As children, we were expected to have come into school with our interpersonal and intrapersonal intelligences already fully matured. We were expected to have our emotions, our social awareness, and our understanding of others under our belts already. We got demerits or gold stars for our behavior, but we didn’t learn how to identify our emotions or work with them skillfully. So if we were angry or sad or afraid at school, we’d have to keep it hidden or risk being made the center of attention. If we acted out our anger, we’d probably be sent to the principal or the school counselor, or we’d have to go to detention or stay after school. The anger would take us out of the normal school day, out of the classroom, and out of the way. And the other kids would learn, “You don’t do that. You don’t express anger, or you’ll be shamed.” If we acted out our fear or our sadness, we might be seen as weaklings and maybe become targets for the other kids, or we might become the teacher’s pet, which is often the same thing as being a target.
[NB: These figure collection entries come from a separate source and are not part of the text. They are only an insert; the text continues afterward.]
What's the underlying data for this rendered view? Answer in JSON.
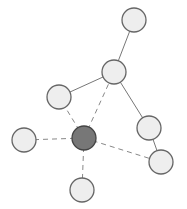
{
  "diagram": {
    "type": "network-graph",
    "colors": {
      "node_fill": "#eeeeee",
      "node_stroke": "#666666",
      "hub_fill": "#777777",
      "hub_stroke": "#444444",
      "solid_edge": "#777777",
      "dashed_edge": "#888888"
    },
    "node_radius": 12,
    "nodes": [
      {
        "id": "n_top",
        "x": 134,
        "y": 20,
        "hub": false
      },
      {
        "id": "n_mid",
        "x": 114,
        "y": 72,
        "hub": false
      },
      {
        "id": "n_upper_left",
        "x": 59,
        "y": 97,
        "hub": false
      },
      {
        "id": "n_right",
        "x": 149,
        "y": 128,
        "hub": false
      },
      {
        "id": "n_lower_right",
        "x": 161,
        "y": 162,
        "hub": false
      },
      {
        "id": "n_far_left",
        "x": 24,
        "y": 140,
        "hub": false
      },
      {
        "id": "n_bottom",
        "x": 82,
        "y": 190,
        "hub": false
      },
      {
        "id": "n_hub",
        "x": 84,
        "y": 138,
        "hub": true
      }
    ],
    "edges": [
      {
        "from": "n_top",
        "to": "n_mid",
        "style": "solid"
      },
      {
        "from": "n_mid",
        "to": "n_upper_left",
        "style": "solid"
      },
      {
        "from": "n_mid",
        "to": "n_right",
        "style": "solid"
      },
      {
        "from": "n_right",
        "to": "n_lower_right",
        "style": "solid"
      },
      {
        "from": "n_hub",
        "to": "n_mid",
        "style": "dashed"
      },
      {
        "from": "n_hub",
        "to": "n_upper_left",
        "style": "dashed"
      },
      {
        "from": "n_hub",
        "to": "n_far_left",
        "style": "dashed"
      },
      {
        "from": "n_hub",
        "to": "n_bottom",
        "style": "dashed"
      },
      {
        "from": "n_hub",
        "to": "n_lower_right",
        "style": "dashed"
      }
    ]
  }
}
We certainly didn’t learn that anger helps us set effective boundaries; that fear is our intuition; or that sadness helps us relax and let go of things we don’t need anyway. What I also noticed at school, and it may have been different for you, is that acting out our compassion was also frowned upon. For instance, if a child was being isolated and identified as a geek or a target, you took your social survival into your own hands if you tried to befriend him or stick up for him (if you didn’t have status, that is). Sometimes, I saw kids with status – you know, the cool kids, the pack leaders – reach out with compassion and essentially throw a cloak of protection over a social outcast, but it didn’t happen as often as it needed to.
What I saw growing up, and what I still see, is that we’re asked to grow to maturity while keeping two of our most important intelligences under wraps, in the shadows, out of the way, and off the radar. As adults, we tend to need therapists, counselors, and psychiatrists to help us access our emotions and our interpersonal and intrapersonal intelligences – even though these intelligences belong to us and are essential to pretty much everything we do. It’s not surprising, then, that we don’t know what emotions are, what they want, or what they do. It’s also not surprising that we’re left to create a ground under the emotions for ourselves.
I wonder, did you have the chance to develop all of your intelligences when you were a child? Specifically, were you lucky enough to have clear instruction about emotions and how to work with them? Wouldn't it be wonderful if everyone had that?
As I look at the troubles we humans are having with greed, insensitivity, violence, multiple intolerances, and all the varied "isms" we create, I can't help but think that our real problem is emotional. Certainly, we're as logically, spatially, musically, bodily-kinesthetically, and artistically smart as anyone could wish for. Humans rock those five intelligences!
But as we can see everywhere we look, every hour of every day, we humans often fall short in our interpersonal (and inter-group!) and intrapersonal intelligences. With my book, I hope to change this. It is truly the most important work I can imagine. I believe in the possibilities inherent in human nature, and I hope we can bring our already-massive smarts to the most vital intelligences we possess.